On the small table beside her sits the ceramic bear, its chipped ear revealing the clay beneath. Her mother bought it in 1953, a whimsical vitamin dispenser shaped like a teddy bear. Each morning, Mother would twist the bear's head and shake out one vitamin tablet—orange, oddly shaped, bearing the faint smell of citrus and judgment. "For your bones, Margaret. For your teeth. For the children you'll someday bear."

The pool's surface ripples as her great-grandson Leo, seven years old and all elbows and knees, surfaces from a dive. "Great-Gamma! Watch this!" He paddles toward the shallow end where his sister Sofia waits with a bright pink flotation device.

Margaret's mind drifts to Arthur, gone five years now.
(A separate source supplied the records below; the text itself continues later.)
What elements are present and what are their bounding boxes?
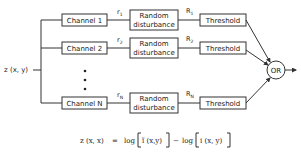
formula-log-1: log <box>124 137 135 145</box>
disturbance-label-2a: Random <box>140 40 169 48</box>
r-label-1: r1 <box>117 8 123 17</box>
detection-model-diagram: z (x, y) Channel 1 r1 Random disturbance… <box>0 0 301 156</box>
R-label-n: RN <box>186 90 194 99</box>
formula-term-1: ĩ (x,y) <box>142 137 162 145</box>
formula-minus: − <box>173 137 179 145</box>
bracket-open-1 <box>138 133 141 147</box>
threshold-label-n: Threshold <box>205 100 241 108</box>
disturbance-label-1b: disturbance <box>133 21 174 29</box>
formula: z (x, x) = log ĩ (x,y) − log i (x, y) <box>80 133 230 147</box>
channel-label-2: Channel 2 <box>67 45 102 53</box>
bracket-close-2 <box>227 133 230 147</box>
threshold-label-2: Threshold <box>205 45 241 53</box>
bracket-close-1 <box>166 133 169 147</box>
r-label-2: r2 <box>117 36 123 45</box>
channel-row-2: Channel 2 r2 Random disturbance R2 Thres… <box>41 35 268 65</box>
bracket-open-2 <box>196 133 199 147</box>
R-label-1: R1 <box>186 7 194 16</box>
r-label-n: rN <box>117 91 123 100</box>
ellipsis-dots <box>84 70 87 91</box>
channel-label-n: Channel N <box>66 100 102 108</box>
formula-term-2: i (x, y) <box>200 137 223 145</box>
disturbance-label-1a: Random <box>140 12 169 20</box>
formula-log-2: log <box>182 137 193 145</box>
input-label: z (x, y) <box>4 66 28 74</box>
formula-equals: = <box>112 137 118 145</box>
R-label-2: R2 <box>186 35 194 44</box>
disturbance-label-nb: disturbance <box>133 104 174 112</box>
formula-lhs: z (x, x) <box>80 137 104 145</box>
channel-label-1: Channel 1 <box>67 17 102 25</box>
channel-row-n: Channel N rN Random disturbance RN Thres… <box>41 78 270 113</box>
or-label: OR <box>271 67 282 75</box>
disturbance-label-2b: disturbance <box>133 49 174 57</box>
disturbance-label-na: Random <box>140 95 169 103</box>
threshold-label-1: Threshold <box>205 17 241 25</box>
How he'd stand right there by the pool's edge, barefoot in his khakis, teaching each grandchild to throw a baseball properly. "Fingers across the seams, pumpkin. Like this." He'd never played professionally—just church league and company teams—but he held the ball with reverence, as if it were a sacrament.
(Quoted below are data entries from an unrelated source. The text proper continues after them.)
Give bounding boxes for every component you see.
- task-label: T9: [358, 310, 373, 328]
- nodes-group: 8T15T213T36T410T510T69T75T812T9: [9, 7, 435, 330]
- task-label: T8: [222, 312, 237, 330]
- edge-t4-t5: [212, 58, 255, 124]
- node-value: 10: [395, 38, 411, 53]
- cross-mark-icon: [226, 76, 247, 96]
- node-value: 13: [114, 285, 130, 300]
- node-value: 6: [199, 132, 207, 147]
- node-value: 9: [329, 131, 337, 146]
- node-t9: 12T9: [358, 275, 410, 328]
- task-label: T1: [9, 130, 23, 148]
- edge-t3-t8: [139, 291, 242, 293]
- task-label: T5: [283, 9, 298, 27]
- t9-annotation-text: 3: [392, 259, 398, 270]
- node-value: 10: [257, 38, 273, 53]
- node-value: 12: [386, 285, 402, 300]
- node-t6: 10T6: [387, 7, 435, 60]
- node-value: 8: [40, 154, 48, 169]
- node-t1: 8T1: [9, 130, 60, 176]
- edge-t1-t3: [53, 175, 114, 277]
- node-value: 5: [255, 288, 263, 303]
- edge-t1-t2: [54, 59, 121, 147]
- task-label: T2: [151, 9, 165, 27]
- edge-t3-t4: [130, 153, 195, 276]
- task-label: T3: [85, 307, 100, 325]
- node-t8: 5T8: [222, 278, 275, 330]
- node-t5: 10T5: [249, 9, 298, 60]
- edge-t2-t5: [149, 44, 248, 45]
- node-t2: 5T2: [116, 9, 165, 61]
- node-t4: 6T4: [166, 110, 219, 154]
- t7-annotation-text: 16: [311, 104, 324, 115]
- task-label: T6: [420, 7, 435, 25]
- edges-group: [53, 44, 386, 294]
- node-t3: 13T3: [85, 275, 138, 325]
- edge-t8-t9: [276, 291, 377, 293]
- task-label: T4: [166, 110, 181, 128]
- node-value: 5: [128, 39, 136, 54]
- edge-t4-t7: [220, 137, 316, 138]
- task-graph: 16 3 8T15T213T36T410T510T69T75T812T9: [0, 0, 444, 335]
She remembers the summer of 1964, pregnant with their first, watching Arthur pitch to neighborhood boys in the park. The bear-shaped vitamin dispenser sat on the kitchen windowsill then, too. She took her vitamins dutifully, though she secretly wondered if love alone might be enough to build strong bones.

Leo climbs out of the pool, dripping and shivering, and Margaret wraps him in the faded yellow towel from her bag. He reaches for the ceramic bear, fingers wet from the pool.

"That's been around since before your grandfather was born," she says gently.

"It's cool." He traces the bear's worn features with admiration. "Can I have a vitamin?"

Margaret laughs. "Haven't kept vitamins in it for thirty years, love. Now it just holds memories."

Sofia paddles over. "Show me how you throw, Great-Gamma. Like Grandpa did."

And so Margaret demonstrates, her arthritic fingers finding the old grip, the ball sinking into the hollow of her palm as if it had never left. The bear watches from the table, silent witness to how love—like water, like baseball, like the morning sun—finds its way to the next generation, patient and sure and willing to bear all things, even the weight of being remembered.